The Gold Star mother described Nikoui as an outgoing child who "wanted to be everybody's friend." He was an athletic kid, playing football, soccer and baseball and later got into boxing, kickboxing, MMA and even became a jiujutsu champion.

Biden released a statement on Aug. 26, 2023, remembering the service members killed in the Kabul airport explosion. Below are his remarks in full.

"We will forever honor the memory of the 13 service members who were stolen far too soon from their families, loved ones, and brothers- and sisters-in-arms, while performing a noble mission on behalf of our nation. We can never repay the incredible sacrifice of any of the 2,461 U.S. service members who lost their lives over two decades of war in Afghanistan or the 20,744 who were wounded. But we will never fail to honor our sacred obligation to our service members and veterans, as well as their families, caregivers, and survivors."

"Today, Jill and I remember and mourn these 13 brave American service members and the more than 100 innocent Afghan civilians who were killed in the horrific terrorist attack at Abbey Gate. Many more were injured and will carry the impacts of their wounds and the horrors of that day for the rest of their lives."

"We pray for the families of our fallen warriors. We grieve with them, we honor them, and we will always continue to support them."
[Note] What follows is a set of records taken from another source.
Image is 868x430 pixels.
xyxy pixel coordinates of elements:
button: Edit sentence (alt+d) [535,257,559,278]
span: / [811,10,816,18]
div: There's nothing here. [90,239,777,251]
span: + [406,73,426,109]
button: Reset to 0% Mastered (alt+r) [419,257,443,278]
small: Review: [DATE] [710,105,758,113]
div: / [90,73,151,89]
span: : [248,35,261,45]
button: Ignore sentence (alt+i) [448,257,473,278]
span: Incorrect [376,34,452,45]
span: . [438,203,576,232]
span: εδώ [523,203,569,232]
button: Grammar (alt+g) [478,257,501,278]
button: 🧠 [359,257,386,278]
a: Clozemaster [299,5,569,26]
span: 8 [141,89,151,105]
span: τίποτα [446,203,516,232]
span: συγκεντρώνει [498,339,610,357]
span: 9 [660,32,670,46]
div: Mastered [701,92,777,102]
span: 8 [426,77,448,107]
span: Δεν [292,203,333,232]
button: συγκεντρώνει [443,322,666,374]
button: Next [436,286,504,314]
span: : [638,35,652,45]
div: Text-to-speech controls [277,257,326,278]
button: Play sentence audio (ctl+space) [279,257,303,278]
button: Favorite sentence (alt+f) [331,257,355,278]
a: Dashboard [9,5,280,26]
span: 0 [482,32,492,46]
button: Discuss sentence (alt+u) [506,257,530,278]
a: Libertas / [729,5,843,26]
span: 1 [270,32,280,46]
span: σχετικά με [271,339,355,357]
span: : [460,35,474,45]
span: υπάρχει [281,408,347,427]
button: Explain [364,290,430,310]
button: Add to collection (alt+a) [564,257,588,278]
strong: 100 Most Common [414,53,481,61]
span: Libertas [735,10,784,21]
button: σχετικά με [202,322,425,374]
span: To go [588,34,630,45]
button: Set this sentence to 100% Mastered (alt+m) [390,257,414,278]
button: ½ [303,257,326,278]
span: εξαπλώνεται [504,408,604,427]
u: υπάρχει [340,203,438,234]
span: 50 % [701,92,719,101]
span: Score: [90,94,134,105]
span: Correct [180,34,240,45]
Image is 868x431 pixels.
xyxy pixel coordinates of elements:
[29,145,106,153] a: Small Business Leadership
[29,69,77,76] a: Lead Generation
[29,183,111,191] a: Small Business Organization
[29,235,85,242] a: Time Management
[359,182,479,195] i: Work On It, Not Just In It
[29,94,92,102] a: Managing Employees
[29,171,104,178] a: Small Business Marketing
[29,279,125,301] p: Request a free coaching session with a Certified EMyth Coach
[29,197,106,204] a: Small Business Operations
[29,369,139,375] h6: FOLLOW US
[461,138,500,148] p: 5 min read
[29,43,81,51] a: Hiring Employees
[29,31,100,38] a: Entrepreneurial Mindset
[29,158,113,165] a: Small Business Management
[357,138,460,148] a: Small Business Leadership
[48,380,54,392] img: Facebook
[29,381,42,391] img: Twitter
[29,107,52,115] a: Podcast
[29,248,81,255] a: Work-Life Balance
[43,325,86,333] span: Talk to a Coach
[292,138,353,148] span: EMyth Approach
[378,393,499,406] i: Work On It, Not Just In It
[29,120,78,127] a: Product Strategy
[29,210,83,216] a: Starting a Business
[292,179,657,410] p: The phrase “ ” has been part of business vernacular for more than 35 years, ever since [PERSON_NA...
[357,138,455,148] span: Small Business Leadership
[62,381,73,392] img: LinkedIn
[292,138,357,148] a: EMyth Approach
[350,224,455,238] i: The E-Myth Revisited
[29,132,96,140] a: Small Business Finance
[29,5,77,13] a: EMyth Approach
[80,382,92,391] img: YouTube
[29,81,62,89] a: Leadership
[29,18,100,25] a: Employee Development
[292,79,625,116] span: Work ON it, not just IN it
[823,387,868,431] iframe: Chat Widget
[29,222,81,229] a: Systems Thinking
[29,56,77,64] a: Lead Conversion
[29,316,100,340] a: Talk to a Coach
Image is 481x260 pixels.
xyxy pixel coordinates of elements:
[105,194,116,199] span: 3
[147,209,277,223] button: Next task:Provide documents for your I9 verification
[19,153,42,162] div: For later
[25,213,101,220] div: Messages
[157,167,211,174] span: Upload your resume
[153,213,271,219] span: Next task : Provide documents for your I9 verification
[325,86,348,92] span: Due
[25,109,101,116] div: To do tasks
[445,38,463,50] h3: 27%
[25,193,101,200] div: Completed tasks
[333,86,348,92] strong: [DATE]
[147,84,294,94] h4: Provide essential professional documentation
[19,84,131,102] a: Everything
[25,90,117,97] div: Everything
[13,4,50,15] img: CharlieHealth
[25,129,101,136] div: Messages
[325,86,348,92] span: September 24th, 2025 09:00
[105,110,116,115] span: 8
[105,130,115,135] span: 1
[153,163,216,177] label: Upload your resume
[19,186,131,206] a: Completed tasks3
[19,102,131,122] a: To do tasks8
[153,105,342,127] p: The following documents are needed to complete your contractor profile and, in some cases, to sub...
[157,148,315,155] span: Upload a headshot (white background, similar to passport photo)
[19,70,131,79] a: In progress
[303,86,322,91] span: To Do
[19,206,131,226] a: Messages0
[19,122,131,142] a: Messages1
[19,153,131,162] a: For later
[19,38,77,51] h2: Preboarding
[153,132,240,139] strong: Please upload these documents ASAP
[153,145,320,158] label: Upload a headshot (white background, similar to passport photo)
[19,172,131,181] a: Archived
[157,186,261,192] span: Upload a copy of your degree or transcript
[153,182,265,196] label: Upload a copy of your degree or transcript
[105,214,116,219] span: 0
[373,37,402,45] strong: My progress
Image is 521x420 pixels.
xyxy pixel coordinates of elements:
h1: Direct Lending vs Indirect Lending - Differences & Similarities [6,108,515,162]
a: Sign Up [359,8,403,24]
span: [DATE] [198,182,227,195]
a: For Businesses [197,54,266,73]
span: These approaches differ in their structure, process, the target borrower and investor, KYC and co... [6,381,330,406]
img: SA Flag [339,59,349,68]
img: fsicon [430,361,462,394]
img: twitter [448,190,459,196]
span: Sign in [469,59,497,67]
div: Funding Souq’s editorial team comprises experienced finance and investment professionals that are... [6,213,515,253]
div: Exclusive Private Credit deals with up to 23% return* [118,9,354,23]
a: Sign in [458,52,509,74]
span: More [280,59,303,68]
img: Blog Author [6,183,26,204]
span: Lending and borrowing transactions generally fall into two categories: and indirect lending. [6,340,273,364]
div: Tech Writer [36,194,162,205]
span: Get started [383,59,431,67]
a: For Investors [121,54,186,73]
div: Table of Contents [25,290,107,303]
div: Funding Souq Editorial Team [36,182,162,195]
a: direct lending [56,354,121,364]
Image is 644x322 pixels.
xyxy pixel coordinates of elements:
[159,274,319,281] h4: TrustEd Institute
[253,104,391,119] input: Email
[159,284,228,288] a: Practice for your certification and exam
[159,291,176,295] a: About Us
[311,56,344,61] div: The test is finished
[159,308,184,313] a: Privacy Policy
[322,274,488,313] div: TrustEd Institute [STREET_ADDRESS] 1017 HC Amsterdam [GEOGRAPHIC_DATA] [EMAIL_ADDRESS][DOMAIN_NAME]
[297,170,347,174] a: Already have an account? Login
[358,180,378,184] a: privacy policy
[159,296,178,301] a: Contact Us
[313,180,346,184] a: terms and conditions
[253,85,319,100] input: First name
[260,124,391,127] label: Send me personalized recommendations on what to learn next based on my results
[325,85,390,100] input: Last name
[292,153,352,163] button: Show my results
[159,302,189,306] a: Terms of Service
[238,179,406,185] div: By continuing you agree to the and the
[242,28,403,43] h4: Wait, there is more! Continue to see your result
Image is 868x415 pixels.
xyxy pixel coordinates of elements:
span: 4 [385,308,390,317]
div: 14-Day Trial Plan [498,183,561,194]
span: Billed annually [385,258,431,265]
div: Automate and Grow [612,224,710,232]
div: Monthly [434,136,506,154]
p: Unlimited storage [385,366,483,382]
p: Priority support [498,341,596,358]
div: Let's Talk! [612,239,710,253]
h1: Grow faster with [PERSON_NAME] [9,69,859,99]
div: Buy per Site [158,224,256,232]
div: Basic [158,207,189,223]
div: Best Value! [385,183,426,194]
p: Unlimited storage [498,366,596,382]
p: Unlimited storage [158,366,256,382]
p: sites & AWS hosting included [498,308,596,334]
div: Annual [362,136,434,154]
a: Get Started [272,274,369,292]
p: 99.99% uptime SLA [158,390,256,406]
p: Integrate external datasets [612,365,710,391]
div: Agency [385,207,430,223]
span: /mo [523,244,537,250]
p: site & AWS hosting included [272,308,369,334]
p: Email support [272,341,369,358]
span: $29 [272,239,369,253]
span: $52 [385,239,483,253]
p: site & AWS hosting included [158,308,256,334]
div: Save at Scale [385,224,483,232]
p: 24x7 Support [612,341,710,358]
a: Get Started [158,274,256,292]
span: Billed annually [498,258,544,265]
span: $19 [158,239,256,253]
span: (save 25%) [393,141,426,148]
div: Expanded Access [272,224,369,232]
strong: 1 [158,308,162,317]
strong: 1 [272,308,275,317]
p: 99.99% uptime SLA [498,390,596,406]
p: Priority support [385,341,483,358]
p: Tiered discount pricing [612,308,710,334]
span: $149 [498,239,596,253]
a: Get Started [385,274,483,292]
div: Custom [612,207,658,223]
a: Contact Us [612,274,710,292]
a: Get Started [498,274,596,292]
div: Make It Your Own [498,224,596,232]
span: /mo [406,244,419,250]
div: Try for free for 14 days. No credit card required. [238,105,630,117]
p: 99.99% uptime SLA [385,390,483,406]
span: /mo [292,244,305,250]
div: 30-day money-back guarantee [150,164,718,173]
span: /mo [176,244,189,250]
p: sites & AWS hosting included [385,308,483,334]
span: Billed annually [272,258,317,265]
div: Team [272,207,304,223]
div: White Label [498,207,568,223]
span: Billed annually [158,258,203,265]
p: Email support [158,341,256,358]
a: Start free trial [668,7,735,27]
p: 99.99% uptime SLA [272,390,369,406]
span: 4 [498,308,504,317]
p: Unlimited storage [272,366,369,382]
Milley also provided remarks, which can be read in full below.

"We owe Gold Star families everything. We owe them transparency, we owe them honesty, we owe them accountability. We owe them the truth about what happened to their loved ones."

"I trust the Army, Navy and Marine Corps did the best they could in briefing the families who had loved ones killed at Abbey Gate. I believe the briefers gave every piece of information that they could. If there was issues with that, we need to take whatever corrective action is necessary. And our hearts go out to those families."

"This is a personal thing for all of us in uniform. We don't like what happened in Afghanistan. We don't like the outcome of Afghanistan. We owe it to the families to take care of them. Their sacrifices were not in vain."

"For our soldiers, sailors, airmen, Marines, CIA officers, department of State officer — anyone who served in Afghanistan over 20 plus years — the cost in blood was high, but every single one of us who served in Afghanistan should hold our heads high. Each served with skill, dedication and honor. For two decades, our nation was not attacked from Afghanistan — that was our mission, and each one can be rightly proud of their service."